Zoos often proclaim that animals are “better off” in captivity because they are “protected” from threats like poaching, habitat loss, health issues, and starvation. We argue that these benefits, however, are not worth what the animals are denied living in a zoo, including having the freedom of choice, movement, adequate space, autonomy, ability to reproduce, raise their young, socialise naturally, escape stressors, or engage in species-specific behaviours, like swimming or sunbathing. When more resources are allocated toward in-situ conservation, perhaps both protection from threats and increasing wild population numbers could occur simultaneously, without having to keep hundreds of thousands of animals captive. Further, wild animals held captive often develop captivity-related physical and psychological diseases that are not typically seen in the wild, which often impede their chances of experiencing acceptable welfare.
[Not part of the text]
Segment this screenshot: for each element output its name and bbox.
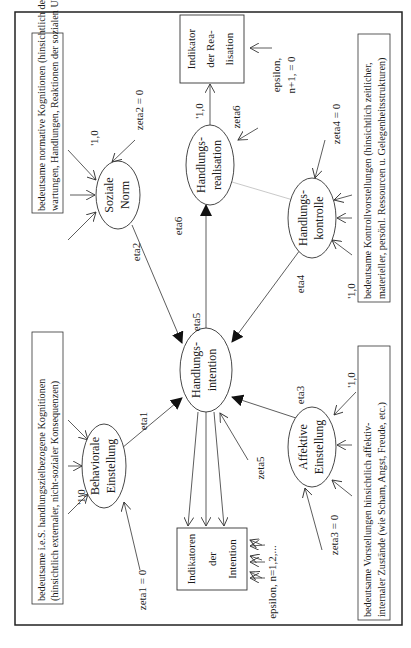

The long-term effects of the psychological and physical restrictions present in captive environments can be manifested in the form of stereotypies, or abnormal repetitive behaviours that develop from experiencing chronic levels of stress, boredom, or trauma. The demonstration of stereotypies often indicates a state of previous or current poor welfare. Sadly, some zoos have resorted to using psychopharmaceutical medication to treat animals with stereotypies deemed too distracting or troubling by visitors.
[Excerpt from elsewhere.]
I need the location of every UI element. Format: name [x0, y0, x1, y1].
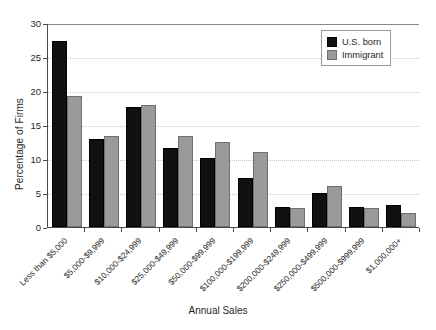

In captive elephants, these behaviours look like repetitive swaying, head-bobbing, pacing, and circling. In a sample of US zoos, 85.4% of elephants were observed to perform stereotypic behavior during the day and 68.8% during the night. Giraffes are also prone to stereotypic behaviors in captivity, particularly oral stereotypic behaviors involving the tongue. In a survey of AZA-accredited North American zoos, 79.7% of giraffes demonstrated stereotypic behaviour, including repetitive licking of non-food objects, pacing, self-injury, head tossing, and tongue playing. In polar bears, these behaviors manifest as pacing, repetitive swimming, and head swinging. Tongue-flicking, over-grooming, and jaw-clamping have been observed in other bear species. A study from 2013 on polar bears in North American Zoos discovered that 85% of the captive polar bears observed performed stereotypic pacing during, on average, 14% of the day. The conclusion from each of these studies: animals kept in captivity are not “happier,” and indeed experience high levels of stress, frequently at chronic levels that can be detrimental to their long-term health.
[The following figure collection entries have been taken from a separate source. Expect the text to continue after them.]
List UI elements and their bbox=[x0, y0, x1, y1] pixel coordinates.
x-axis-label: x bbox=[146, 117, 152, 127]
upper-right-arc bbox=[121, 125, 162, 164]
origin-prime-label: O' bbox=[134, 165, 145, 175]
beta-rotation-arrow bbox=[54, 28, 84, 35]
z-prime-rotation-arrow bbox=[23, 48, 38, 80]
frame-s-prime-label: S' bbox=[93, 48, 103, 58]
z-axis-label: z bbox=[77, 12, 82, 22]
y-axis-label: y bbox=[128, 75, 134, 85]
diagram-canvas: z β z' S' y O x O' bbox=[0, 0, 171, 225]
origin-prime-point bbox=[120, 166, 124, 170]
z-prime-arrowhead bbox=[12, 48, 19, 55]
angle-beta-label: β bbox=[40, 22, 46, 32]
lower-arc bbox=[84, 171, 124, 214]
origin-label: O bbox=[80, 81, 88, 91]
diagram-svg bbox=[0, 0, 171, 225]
3. Zoos are Great Educational Tools for Children

Several years ago, the zoo industry commissioned a paper in an attempt to “scientifically confirm” this fabrication. Instead, the results showed that most children did not learn anything of value, and some even experienced “negative learning outcomes” after visiting a zoo.

The study found that just 41% of educator-guided visits and 34% of unguided visits resulted in conservation biology-related learning in seven to 15-year-old children, and negative changes in children’s understanding of animals and their habitats occurred more frequently in unguided zoo visits. The extent of negative learning taking place in unguided zoo visits suggests that zoos’ standard unguided interpretive materials are grossly insufficient for achieving the best outcomes for educating visiting children.

As confirmed by our own research and that of others, to be a real advocate for wild animals, ensure that you do not fall for the misinformation presented by zoos. Statistics—numbers informing qualitative data to produce proper analysis—are key to understanding the big picture of wild animal welfare and conservation. This is why Born Free remains so committed to unveiling the truth about the exploitation of wild animals in captivity, which sadly occurs in zoos and aquariums largely unbeknownst to the public every day. The numbers do not lie, but zoos? So long as their need to make money trumps the needs of the animals in their care, we can never be too sure.

Explore all of Born Free USA’s reports on wild animals in zoo captivity at these links:

Elephants in Zoos: A Legacy of Shame. Read here.

Confined Giants: The Plight of Giraffe in Zoos. Read here.

Born to Roam: The Suffering of Polar Bears in Zoos. Read here.

Oceans Away from Home: The Suffering of Fish in Captivity. Read here.

Featured Image: EO Photographer Amy Jones/Moving Animals.